Vanity is the perfection of a fop. My husband had this excellence, that he valued nothing of expense. As his history, you may be sure, has very little weight in it, ’tis enough to. tell you that in about two years and a quarter he broke, got into a sponging-house, being arrested in an action too heavy for him to give bail to, so he sent for me to come to him.
It was no surprise to me, for I had foreseen some time before that all was going to wreck, and had been taking care to reserve something, if I could, for myself; but when he sent for me, he behaved much better than I expected.
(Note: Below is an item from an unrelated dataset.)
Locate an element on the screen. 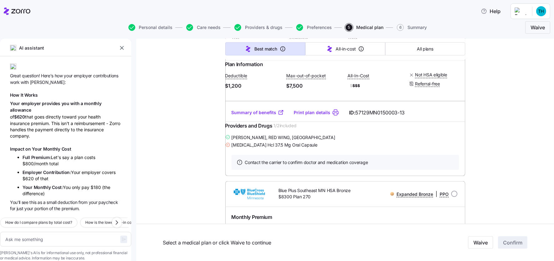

He told me plainly he had played the fool, and suffered himself to be surprised, which he might have prevented ; that now he fore- saw he could not stand it, and therefore he would have me go home, and in the night take away everything I had in the house of any value, and secure it; and after that, he told me that if I could get away £100 or {200 in goods out of the shop, I should do it; “only,” says he, “let me know nothing of it,
54 | MOLL FLANDERS
neither what you take or whither you carry it; for as for me,” says he, “I am resolved to get out of this house and be gone; and if you never hear of me more, my dear,” says he, “I wish you well; I am only sorry for the injury I have done you.” He said some very handsome things to me indeed at parting; for I told you he was a gentleman, and that was all the benefit I had of his being so; that he used me very handsomely, even to the last, only spent all I had, and left me to rob the creditors for something to subsist on.
However, I did as he bade me, that you may be sure; and having thus taken my leave of him, I never saw him more, for he found means to break out of the bailiffs house that night, or the next; how, I knew not, for I could come at no knowledge of anything, more than this, that he came home about three o’clock in the morning, caused the rest of his goods to be removed into the Mint, and the shop to be shut up; and having raised what money he could, he got over to France, from whence I had one or two letters from him, and no more.